ISPs in Canada by number overwhelmingly have received no such thing. The retail and business internet services of a small number of incumbent phone and cable companies are presumably what you are talking about. The commercial advantage those incumbents have by virtue of their privileged access to taxpayer-funded infrastructure is what makes it so difficult for any green-fields competitor to fund an alternative network.

The fight that the CRTC has been asked to mediate has been widely couched as being between ISPs and Telcos. In that context, if ISPs had exclusive rights of way and effective access to taxpayer-built infrastructure, there would be no fight.

The phrasing of your post is misleading.

O Cory, here we go again...

Given the Canadian negotiation tactic of appearing conciliatory whether or not you are, and his previous rulings and decisions, Finckenstein (what a name!) is behaving correctly.

Yes, he allows throttling as a 'last resort', but by mandating notice he introduces a factor that will probably have a chilling effect.

Also, I plan to email him if I can about something that happened to me today -- I logged out of hotmail, to find myself at a Bell Sympatico-branded MSN page, which shouldn't have happened since I'm with TekSavvy. His previous political experience indicates that he wouldn't like that at all!

Of course, I would have preferred a stronger net-neutrality stance, or even settled for a little anti-Hollywood, but I'll take this overall. The next step will complete the process.

-- GimpWii

@ jabley

Other than "telcos", who are these other 'by number' ISPs you speak of? 'cablecos'? If not, I can think of just one. No, wait, two. And what about if you measure by number of subscribers?

Maybe I am just misreading your post...

Also, I think you are misusing the phrase 'exclusive rights' - do you not mean 'equal rights'? Or perhaps I'm confused again...

Anyways, I call BS on "ISPs in Canada by number overwhelmingly have received no such thing." If I'm wrong, please clarify who you're talking about.

He's either incompetant or he's dishonest. Either way, seems like a good reason for him to be out of a job.

So what exactly does an ISP do, other than lay cable? If the infrastructure is there, and if it's built by tax money, then what stops people from just...plugging in and using it?

I'm afraid I don't understand this very well.

The CRTC head is a political position. Not elected, but still political which means his real skill in life is networking. Actually knowing what he's talking about is always a happy coincidence with these jobs.

I went to school with a kid of his.

All I have to say is that I'm not at ALL surprised he's the sort of person who talks before he thinks and doesn't have a factual basis for most of what he says.

Hey everyone, if you haven't yet heard there's a petition that needs your help... we're almost at the goal of 10,000 signatures :-)

http://dissolvethecrtc.ca/

"So what exactly does an ISP do, other than lay cable?"

Well, I've worked at ISPs in various engineering functions for a good 14 years now, and we do a lot more than lay cable.

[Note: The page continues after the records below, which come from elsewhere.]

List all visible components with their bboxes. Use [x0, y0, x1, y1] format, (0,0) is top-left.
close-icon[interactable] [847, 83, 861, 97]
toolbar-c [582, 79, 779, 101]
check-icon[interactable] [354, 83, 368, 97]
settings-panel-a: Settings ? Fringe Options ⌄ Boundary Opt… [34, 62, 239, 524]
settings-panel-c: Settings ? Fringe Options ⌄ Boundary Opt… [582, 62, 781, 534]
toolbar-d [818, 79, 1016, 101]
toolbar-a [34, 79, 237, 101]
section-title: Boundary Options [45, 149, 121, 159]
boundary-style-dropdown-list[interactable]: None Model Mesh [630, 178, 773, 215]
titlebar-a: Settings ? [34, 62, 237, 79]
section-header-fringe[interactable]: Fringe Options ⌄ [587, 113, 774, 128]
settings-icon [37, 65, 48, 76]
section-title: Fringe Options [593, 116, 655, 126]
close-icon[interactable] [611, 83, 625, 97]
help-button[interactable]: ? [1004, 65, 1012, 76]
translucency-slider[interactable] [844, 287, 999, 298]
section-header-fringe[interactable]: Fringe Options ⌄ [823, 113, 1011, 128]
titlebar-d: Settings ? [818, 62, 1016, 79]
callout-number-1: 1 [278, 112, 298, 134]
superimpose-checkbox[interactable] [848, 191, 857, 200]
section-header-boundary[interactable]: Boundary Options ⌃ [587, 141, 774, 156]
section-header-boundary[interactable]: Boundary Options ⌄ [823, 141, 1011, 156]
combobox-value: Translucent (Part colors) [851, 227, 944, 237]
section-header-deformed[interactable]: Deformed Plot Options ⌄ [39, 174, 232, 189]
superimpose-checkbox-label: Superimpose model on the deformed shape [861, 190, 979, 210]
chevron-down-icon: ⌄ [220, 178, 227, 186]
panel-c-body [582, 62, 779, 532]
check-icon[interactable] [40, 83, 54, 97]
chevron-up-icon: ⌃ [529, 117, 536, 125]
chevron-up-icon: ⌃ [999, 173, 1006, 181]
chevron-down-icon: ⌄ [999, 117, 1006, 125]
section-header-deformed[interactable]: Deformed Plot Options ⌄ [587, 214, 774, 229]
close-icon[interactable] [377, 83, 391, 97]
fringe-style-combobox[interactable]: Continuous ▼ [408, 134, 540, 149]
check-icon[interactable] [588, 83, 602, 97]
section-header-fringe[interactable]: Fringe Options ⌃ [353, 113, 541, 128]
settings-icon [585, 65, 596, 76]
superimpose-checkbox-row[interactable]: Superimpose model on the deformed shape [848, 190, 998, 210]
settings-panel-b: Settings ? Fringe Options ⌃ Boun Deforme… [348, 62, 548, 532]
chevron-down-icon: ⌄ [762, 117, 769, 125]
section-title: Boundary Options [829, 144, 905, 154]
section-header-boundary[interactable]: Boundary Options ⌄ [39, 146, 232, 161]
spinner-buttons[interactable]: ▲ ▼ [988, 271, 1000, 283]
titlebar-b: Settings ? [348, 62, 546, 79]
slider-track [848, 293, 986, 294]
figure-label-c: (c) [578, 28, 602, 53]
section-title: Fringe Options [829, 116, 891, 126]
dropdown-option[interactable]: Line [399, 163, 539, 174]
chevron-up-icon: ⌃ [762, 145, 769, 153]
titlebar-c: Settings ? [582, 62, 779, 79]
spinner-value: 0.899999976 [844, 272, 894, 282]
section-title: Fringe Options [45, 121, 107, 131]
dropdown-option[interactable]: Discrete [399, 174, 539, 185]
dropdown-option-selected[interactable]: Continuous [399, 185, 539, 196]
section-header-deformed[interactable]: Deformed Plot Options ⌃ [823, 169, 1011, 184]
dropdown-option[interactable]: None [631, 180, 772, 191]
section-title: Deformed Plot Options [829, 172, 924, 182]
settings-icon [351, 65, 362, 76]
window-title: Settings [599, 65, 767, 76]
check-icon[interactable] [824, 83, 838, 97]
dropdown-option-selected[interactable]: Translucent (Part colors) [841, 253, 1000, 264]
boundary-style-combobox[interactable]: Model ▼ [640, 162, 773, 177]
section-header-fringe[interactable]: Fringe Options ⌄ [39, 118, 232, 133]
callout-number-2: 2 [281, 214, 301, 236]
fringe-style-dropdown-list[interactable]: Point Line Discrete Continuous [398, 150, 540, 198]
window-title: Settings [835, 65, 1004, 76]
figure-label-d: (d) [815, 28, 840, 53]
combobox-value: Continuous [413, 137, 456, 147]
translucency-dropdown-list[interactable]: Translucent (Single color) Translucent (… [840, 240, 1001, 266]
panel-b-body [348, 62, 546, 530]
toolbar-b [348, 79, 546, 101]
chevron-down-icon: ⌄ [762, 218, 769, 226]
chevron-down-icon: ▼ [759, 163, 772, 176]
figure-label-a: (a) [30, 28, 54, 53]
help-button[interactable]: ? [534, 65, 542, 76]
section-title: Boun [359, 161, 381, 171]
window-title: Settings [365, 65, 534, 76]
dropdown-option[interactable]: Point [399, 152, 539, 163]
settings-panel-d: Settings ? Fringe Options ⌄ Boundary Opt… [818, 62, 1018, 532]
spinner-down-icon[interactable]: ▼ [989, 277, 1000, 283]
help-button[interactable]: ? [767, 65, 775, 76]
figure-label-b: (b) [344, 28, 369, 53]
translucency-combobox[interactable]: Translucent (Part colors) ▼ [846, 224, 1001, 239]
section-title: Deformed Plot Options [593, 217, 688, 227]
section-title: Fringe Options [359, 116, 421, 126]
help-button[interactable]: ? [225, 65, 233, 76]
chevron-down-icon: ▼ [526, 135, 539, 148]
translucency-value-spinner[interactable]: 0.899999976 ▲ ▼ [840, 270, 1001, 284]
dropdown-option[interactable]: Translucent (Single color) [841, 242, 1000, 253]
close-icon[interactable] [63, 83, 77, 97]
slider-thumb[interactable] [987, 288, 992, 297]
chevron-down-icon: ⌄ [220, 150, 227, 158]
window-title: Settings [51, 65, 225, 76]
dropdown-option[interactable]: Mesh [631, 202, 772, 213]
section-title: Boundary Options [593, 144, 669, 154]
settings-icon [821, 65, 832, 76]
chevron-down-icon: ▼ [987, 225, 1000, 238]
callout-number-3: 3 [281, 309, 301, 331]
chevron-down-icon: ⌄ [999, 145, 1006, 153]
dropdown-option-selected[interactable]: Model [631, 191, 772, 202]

The cable bit, usually referred to as the last mile, feeds into switches, routers, and a backbone that has to be desinged, built, and managed. This takes a lot of work, and includes things like making projections of use so that when we need a 40-Gbps backbone, we have equipment and fiber that can handle it, and if a protocol or application is having problems making it across the backbone, we have a lab, the talent, and the relationships with the equipment and optical vendors to troubleshoot, isolate, and fix the fault.

Add to this the never-ending peering negotiations, so your traffic can get where it needs to without excessive latency, keeping DNS and IP information up to date and accurate, and getting all the installers, field technicians, sales engineers, and NOC/support staff trained on new protocols and equipment, and you'll see that the last mile problem is only a small issue with most ISPs, and why we usually let the LECs handle that.

If only the LECs would play fair with their taxpayer-funded infrastructure. Sadly, they tend to view other ISPs as competition to be destroyed, rather than partners in making profit.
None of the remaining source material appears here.